“We are selling tea from Taiwan”: merchants and the invention of the Taiwanese terroir

Key information

Date
Time
3:00 pm to 4:30 pm
Venue
Main Building, SOAS University of London, 10 Thornhaugh St, London WC1H 0XG
Room
G3

About this event

This talk will attempt to describe how actors narrativize ‘Taiwanese’ tea – the stories they tell others and their customers when they introduce their teas.

Taiwan has been a producer of tea for over a century. From a large supplier to the US and Southeast Asian countries in the 19th and the first part of the 20th centuries, Taiwan now mainly produces tea for domestic consumption.

Although the economic and social importance of this beverage has been steadily decreasing for the past forty years, tea remains one of Taiwan’s most culturally significant crops, associated both with its economic development and notions of Chinese culture. In the past decades, some merchants and producers have been attempting to rebrand tea in an effort to revive the industry.

In doing so, they have been increasingly relying on notions of terroir – an originally French concept describing the unique natural and human characteristics of a region affecting the taste of foodstuff. However, explaining what the Taiwanese terroir (or terroirs) might be is not a straightforward endeavour: In the process, actors from the tea industry have to contend with ideas of taste, nationhood and customers’ desires.  This talk will also highlight some of the challenges they face in defining “the taste of Taiwan”.

Meet the speaker

Pauline Harlay is a 4th year PhD student at the department of Anthropology and Sociology, SOAS. Her thesis focuses on the role of Taiwanese merchants in transforming tea from a plant to a cultural commodity – a process in which notions of taste, nationhood and sociality all play important roles. 

Pauline completed most of the research for this project in Taiwan, where she conducted ethnographic fieldwork in 2021-2022. Pauline’s interest in tea grew out of her experience working with a Taiwanese tea “master” in Paris. There, she developed the technical knowledge which inspired and helped her frame her PhD about tea merchants. Pauline is now in the final stage of her PhD, incorporating her findings into her thesis.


## Exercise prompt:
Entries follow. Return each line that contains the word "FUEL".

## Provided records:
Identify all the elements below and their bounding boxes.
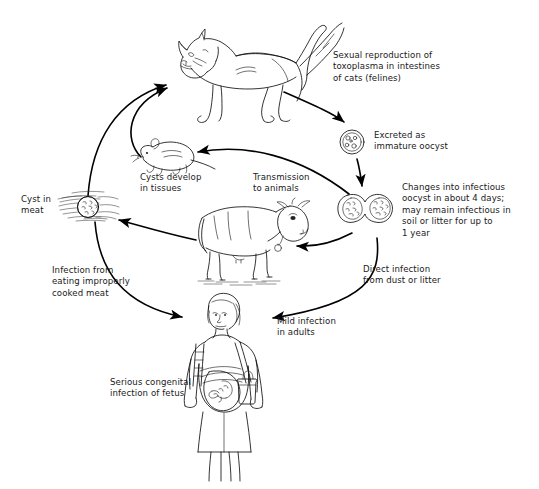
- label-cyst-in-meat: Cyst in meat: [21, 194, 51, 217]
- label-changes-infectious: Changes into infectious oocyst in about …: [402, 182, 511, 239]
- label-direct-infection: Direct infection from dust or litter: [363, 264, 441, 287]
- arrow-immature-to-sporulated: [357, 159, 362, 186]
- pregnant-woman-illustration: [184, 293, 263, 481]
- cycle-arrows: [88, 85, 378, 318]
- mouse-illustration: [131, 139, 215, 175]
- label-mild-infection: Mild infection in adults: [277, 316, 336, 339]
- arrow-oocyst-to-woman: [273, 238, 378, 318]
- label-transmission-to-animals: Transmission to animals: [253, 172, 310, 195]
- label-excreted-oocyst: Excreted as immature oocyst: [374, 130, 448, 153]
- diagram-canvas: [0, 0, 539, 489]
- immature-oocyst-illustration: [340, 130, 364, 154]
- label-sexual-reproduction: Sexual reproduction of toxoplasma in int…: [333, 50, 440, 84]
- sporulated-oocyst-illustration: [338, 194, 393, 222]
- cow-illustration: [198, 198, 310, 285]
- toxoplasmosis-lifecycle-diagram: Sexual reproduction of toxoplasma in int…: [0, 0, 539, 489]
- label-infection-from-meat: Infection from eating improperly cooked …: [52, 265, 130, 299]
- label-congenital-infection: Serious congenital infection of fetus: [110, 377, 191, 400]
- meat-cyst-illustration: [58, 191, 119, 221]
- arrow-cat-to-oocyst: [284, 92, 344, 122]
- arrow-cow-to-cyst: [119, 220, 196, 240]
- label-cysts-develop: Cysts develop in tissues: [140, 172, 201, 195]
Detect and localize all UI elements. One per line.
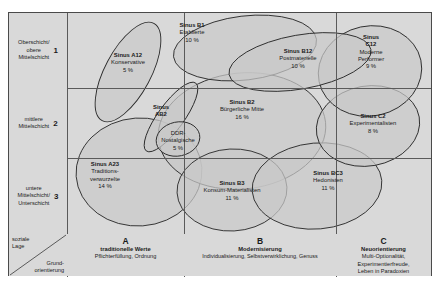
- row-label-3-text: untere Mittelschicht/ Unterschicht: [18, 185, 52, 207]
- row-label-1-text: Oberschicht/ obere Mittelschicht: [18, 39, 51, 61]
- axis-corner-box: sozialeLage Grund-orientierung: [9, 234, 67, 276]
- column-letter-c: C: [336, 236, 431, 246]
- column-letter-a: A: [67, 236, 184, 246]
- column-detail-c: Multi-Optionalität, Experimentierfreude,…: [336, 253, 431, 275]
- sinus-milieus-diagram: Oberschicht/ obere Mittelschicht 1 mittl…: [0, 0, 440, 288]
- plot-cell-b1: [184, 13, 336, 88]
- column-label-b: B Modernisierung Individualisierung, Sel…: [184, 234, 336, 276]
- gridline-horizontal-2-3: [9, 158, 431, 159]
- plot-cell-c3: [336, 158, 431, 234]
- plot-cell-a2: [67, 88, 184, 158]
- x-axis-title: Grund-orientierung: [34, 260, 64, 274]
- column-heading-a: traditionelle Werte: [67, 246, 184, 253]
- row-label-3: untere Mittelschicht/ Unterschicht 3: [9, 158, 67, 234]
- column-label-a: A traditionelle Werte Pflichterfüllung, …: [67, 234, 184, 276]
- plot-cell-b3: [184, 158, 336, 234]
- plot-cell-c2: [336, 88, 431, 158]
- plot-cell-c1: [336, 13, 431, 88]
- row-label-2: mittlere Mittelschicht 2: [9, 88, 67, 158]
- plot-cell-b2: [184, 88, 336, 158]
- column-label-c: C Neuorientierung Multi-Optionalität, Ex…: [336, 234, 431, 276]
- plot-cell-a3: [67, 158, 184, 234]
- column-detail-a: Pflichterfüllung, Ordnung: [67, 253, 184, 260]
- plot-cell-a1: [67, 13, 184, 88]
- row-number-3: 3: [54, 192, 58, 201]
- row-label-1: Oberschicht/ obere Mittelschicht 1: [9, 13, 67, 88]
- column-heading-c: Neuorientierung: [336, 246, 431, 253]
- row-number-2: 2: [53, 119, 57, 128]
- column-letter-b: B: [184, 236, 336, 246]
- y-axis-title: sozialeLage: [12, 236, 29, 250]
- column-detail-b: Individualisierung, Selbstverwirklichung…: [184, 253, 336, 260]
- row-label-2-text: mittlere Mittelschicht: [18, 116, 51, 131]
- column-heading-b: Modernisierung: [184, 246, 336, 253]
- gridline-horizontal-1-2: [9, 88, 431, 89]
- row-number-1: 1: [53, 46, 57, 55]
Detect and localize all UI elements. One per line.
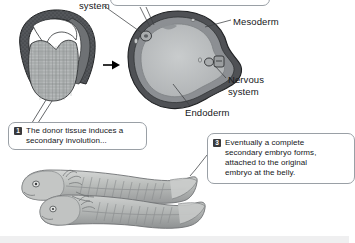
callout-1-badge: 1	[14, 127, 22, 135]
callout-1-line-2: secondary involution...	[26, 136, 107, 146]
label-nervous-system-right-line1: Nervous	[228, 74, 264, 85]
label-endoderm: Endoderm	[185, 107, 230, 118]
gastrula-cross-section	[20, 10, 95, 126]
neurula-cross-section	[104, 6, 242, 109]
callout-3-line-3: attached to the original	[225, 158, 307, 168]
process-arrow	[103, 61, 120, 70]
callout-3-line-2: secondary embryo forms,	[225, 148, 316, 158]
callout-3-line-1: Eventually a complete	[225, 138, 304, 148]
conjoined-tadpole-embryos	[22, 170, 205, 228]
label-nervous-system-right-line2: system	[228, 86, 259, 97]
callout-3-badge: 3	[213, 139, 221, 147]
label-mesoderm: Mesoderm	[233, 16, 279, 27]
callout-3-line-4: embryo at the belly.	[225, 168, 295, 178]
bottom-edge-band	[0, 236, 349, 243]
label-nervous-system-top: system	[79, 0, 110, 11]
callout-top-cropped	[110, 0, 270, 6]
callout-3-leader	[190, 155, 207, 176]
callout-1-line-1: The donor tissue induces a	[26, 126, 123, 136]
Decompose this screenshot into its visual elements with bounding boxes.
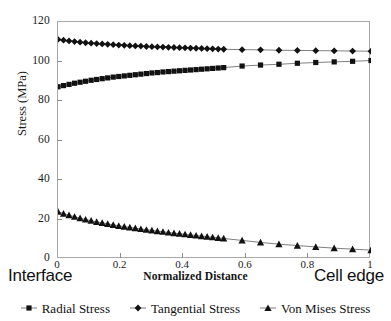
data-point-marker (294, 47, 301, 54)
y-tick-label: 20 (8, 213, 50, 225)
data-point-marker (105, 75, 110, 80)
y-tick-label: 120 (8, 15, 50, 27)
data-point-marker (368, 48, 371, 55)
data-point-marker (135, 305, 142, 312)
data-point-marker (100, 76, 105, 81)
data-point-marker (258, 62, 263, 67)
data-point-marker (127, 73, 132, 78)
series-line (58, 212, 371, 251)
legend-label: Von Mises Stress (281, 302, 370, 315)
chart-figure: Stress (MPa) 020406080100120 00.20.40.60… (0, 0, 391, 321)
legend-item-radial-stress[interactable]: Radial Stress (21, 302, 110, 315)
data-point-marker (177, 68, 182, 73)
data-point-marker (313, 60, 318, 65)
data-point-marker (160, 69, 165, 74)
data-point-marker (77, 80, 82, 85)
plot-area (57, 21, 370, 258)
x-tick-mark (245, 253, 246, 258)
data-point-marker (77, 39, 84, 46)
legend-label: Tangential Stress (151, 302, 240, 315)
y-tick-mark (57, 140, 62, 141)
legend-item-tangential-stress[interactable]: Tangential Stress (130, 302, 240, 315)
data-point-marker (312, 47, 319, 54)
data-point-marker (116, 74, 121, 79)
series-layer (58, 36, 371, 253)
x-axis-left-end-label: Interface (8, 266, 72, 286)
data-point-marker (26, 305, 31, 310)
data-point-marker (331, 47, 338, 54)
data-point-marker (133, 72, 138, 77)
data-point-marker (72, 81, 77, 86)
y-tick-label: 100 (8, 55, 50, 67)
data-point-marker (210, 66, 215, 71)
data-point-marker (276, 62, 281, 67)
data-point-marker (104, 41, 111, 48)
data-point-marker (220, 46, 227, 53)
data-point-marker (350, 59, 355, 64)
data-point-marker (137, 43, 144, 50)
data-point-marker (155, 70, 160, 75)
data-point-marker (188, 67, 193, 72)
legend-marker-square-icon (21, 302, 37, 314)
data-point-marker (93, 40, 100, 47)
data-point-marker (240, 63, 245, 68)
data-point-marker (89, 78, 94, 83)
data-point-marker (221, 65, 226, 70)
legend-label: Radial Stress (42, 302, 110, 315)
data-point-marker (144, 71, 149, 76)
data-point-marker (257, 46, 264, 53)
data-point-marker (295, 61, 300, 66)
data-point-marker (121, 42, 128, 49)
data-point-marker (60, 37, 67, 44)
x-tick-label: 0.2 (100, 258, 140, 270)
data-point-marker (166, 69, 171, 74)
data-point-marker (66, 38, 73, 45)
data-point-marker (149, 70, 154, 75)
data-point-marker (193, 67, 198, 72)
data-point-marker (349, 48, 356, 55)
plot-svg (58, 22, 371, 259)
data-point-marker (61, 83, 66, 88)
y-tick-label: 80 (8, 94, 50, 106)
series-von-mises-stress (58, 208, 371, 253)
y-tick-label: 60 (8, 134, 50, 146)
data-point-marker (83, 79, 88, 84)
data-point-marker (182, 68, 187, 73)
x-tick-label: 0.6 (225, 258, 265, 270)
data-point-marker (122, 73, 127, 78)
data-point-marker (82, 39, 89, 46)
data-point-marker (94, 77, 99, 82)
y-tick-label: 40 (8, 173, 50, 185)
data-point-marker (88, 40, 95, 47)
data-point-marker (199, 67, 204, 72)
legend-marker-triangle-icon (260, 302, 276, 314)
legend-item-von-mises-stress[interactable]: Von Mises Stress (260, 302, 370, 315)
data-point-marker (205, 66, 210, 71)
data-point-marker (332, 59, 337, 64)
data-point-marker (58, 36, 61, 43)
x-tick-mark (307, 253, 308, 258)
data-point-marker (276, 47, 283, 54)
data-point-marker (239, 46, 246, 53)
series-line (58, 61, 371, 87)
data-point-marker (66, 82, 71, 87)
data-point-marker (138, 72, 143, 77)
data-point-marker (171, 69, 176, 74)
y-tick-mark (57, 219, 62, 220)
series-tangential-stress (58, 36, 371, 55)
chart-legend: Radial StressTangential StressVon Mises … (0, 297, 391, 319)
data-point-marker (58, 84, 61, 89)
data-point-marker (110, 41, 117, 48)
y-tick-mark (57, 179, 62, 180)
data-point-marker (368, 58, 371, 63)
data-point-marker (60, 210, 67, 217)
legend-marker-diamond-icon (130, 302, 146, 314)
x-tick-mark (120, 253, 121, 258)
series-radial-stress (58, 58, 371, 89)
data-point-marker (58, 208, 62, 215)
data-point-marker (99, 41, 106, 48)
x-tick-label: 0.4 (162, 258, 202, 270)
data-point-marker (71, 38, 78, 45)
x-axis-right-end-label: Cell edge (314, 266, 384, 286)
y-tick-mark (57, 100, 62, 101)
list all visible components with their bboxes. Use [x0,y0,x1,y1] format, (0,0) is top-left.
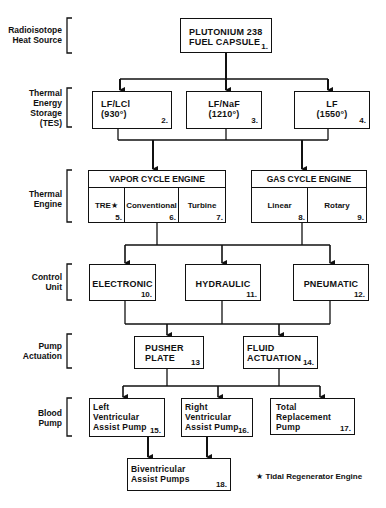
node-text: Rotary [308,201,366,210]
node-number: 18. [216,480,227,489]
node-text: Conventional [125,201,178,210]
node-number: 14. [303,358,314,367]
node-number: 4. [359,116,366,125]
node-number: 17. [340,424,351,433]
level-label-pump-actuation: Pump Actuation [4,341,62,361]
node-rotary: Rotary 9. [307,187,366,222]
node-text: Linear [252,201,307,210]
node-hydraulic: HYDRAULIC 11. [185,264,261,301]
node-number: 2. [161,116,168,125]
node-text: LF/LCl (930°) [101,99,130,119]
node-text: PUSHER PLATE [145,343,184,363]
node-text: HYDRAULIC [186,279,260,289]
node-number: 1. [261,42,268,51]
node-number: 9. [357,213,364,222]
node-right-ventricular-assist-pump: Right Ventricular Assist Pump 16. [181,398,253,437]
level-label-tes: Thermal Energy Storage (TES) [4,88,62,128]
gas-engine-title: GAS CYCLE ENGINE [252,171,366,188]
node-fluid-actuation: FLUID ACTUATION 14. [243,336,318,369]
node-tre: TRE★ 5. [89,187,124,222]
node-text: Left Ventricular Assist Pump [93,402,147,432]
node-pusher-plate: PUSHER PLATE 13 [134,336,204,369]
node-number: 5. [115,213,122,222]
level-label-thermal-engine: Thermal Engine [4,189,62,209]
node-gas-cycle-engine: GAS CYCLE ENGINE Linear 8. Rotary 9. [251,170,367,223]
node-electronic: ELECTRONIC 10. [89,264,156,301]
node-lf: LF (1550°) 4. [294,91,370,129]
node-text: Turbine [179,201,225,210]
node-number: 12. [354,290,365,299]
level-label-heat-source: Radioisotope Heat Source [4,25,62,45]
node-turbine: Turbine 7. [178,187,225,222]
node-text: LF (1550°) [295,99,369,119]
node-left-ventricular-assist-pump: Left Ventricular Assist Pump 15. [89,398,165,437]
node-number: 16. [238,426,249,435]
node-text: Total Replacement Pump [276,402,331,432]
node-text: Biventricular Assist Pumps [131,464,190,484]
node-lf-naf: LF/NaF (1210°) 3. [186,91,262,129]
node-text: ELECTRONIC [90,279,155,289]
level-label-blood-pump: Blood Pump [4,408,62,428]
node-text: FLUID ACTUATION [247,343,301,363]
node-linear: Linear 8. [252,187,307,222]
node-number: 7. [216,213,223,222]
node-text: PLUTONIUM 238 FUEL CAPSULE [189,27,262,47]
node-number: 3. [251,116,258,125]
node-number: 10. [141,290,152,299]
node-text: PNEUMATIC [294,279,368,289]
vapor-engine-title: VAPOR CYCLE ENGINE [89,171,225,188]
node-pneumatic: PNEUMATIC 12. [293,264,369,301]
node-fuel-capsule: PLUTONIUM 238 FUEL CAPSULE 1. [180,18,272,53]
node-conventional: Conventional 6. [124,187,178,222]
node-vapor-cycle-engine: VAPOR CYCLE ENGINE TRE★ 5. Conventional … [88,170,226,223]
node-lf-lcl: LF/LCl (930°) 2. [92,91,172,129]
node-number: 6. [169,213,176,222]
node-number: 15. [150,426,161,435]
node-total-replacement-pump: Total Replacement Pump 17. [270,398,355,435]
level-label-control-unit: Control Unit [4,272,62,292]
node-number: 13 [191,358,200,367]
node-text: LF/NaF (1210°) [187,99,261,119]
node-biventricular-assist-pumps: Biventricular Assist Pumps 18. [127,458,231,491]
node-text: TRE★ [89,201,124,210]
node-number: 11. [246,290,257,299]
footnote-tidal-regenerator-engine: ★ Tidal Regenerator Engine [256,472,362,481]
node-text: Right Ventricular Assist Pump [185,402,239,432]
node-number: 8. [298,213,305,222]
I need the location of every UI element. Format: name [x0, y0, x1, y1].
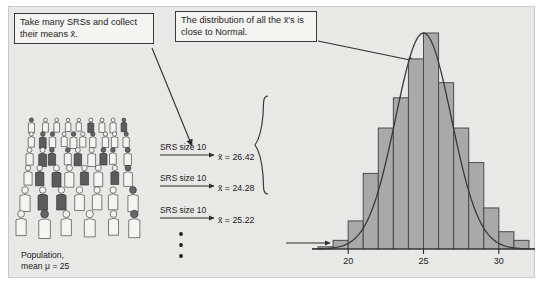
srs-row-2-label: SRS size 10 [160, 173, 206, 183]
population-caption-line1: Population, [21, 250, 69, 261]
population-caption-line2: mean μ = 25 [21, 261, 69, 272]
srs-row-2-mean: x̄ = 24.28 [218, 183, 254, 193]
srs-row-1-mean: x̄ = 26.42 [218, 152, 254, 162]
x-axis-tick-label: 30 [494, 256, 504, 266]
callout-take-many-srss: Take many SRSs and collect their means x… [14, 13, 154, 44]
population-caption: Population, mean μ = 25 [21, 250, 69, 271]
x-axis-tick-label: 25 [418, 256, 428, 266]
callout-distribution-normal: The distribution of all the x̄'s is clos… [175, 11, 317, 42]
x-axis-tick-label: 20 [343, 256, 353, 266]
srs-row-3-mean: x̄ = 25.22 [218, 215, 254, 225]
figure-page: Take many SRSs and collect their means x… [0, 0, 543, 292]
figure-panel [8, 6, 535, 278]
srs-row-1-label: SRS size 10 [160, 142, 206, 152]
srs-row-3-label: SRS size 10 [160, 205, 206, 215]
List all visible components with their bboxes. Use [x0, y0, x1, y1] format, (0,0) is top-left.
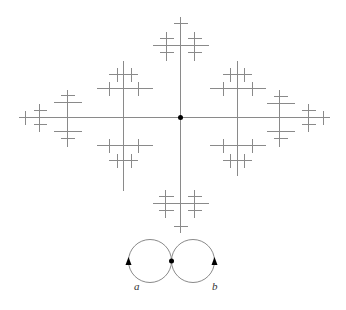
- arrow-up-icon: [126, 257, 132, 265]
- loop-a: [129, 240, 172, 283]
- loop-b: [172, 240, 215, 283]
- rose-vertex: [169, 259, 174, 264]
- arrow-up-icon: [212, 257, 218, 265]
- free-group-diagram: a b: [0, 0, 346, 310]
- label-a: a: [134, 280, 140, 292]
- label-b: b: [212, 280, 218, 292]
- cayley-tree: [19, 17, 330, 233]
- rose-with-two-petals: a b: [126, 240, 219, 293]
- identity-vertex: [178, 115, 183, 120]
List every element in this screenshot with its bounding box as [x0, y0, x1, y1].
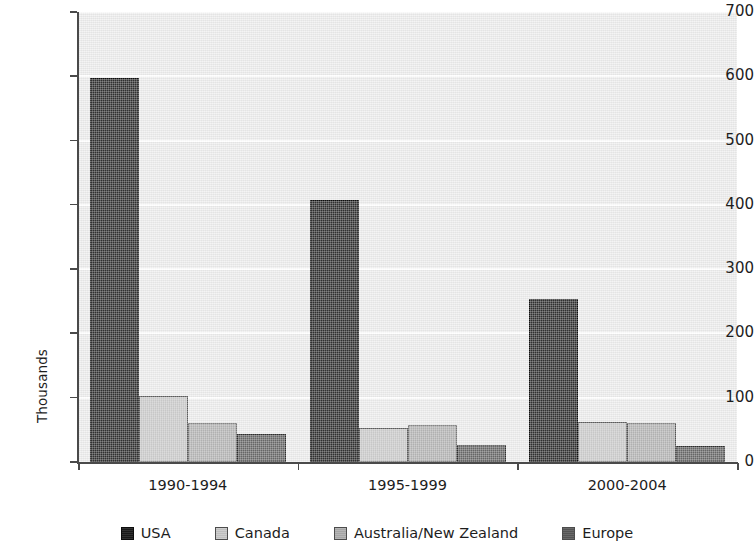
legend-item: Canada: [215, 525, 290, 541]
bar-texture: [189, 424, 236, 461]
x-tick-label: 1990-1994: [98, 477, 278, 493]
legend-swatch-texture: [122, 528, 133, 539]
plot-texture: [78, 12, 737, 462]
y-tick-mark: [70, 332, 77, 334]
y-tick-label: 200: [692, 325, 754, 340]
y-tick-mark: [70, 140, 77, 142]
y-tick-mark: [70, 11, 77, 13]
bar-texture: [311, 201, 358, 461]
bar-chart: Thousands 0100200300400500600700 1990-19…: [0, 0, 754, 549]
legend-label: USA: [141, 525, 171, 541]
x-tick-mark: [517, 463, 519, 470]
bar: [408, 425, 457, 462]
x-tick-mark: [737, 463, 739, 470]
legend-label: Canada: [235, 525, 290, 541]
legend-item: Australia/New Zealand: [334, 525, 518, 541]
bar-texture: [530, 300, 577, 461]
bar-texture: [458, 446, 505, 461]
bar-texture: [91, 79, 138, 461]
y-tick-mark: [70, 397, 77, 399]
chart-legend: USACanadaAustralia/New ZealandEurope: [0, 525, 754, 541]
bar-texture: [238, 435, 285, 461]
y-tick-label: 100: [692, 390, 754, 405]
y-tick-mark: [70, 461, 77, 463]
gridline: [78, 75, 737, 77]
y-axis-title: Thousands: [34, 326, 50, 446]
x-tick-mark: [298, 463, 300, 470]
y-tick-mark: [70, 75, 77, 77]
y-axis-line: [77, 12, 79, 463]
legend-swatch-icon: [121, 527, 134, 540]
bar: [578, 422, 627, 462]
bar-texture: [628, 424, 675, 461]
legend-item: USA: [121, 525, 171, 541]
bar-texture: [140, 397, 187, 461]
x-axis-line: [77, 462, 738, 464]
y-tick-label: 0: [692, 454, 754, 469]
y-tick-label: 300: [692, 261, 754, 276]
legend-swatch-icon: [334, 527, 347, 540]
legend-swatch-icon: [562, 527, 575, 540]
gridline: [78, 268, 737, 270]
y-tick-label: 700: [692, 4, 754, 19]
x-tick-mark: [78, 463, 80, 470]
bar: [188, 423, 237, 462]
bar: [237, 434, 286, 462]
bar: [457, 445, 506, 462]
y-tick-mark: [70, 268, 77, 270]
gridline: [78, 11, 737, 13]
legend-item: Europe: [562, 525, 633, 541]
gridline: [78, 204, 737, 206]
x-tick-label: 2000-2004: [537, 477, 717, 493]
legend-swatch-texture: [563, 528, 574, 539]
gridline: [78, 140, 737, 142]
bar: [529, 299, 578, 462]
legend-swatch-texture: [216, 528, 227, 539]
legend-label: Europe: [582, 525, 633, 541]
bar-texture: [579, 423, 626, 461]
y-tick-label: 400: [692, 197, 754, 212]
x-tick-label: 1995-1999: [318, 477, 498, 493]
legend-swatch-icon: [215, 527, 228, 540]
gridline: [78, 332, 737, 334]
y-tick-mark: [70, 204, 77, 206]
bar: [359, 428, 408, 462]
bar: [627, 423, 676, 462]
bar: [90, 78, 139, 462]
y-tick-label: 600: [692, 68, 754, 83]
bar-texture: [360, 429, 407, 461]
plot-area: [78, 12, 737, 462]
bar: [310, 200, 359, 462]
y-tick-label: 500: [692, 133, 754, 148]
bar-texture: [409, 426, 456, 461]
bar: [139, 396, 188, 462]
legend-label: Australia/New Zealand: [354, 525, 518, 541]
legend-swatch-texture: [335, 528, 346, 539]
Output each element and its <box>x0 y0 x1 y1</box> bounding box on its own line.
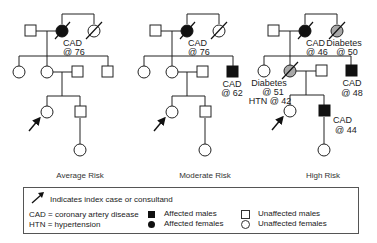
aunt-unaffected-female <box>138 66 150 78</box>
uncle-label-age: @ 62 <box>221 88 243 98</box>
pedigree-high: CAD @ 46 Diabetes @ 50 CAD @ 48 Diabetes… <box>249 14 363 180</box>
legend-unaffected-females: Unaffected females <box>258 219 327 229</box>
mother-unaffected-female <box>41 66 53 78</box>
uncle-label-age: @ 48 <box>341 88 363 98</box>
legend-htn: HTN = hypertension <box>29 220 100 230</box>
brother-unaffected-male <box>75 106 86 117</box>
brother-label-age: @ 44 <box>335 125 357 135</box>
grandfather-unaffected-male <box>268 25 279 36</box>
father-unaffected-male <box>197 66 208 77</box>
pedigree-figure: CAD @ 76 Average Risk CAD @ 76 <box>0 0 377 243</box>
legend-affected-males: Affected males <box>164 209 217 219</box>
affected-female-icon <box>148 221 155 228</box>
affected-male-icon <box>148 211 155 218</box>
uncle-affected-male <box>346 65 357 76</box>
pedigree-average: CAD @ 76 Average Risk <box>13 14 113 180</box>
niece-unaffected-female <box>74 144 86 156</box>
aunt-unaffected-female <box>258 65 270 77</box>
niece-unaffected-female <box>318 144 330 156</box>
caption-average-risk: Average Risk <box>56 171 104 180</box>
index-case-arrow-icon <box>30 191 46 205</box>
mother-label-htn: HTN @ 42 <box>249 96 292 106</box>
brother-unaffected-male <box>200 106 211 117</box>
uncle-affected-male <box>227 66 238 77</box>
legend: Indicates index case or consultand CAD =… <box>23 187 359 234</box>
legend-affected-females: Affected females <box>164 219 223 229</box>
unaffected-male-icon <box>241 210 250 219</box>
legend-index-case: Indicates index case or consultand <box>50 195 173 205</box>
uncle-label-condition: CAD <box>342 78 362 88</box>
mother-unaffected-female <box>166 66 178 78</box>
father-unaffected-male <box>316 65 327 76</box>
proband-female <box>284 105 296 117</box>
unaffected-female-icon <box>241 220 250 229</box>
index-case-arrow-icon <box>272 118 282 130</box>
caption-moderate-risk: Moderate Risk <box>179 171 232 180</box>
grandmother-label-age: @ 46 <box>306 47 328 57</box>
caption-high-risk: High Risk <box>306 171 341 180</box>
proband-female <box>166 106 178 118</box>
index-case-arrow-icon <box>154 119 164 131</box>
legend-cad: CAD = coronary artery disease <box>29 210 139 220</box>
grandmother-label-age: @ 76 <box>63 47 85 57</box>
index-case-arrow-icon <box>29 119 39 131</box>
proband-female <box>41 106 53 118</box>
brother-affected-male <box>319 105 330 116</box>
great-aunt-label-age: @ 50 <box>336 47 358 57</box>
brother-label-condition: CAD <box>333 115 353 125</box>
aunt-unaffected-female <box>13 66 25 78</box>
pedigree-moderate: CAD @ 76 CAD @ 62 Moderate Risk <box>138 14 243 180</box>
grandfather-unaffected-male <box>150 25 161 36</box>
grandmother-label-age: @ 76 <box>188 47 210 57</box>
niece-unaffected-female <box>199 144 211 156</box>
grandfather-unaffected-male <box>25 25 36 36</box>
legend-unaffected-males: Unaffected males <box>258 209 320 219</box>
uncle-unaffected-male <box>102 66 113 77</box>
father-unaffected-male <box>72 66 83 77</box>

## Output for this exercise:
node-text: PLUTONIUM 238 FUEL CAPSULE [189,27,262,47]
node-fuel-capsule: PLUTONIUM 238 FUEL CAPSULE 1. [180,18,272,53]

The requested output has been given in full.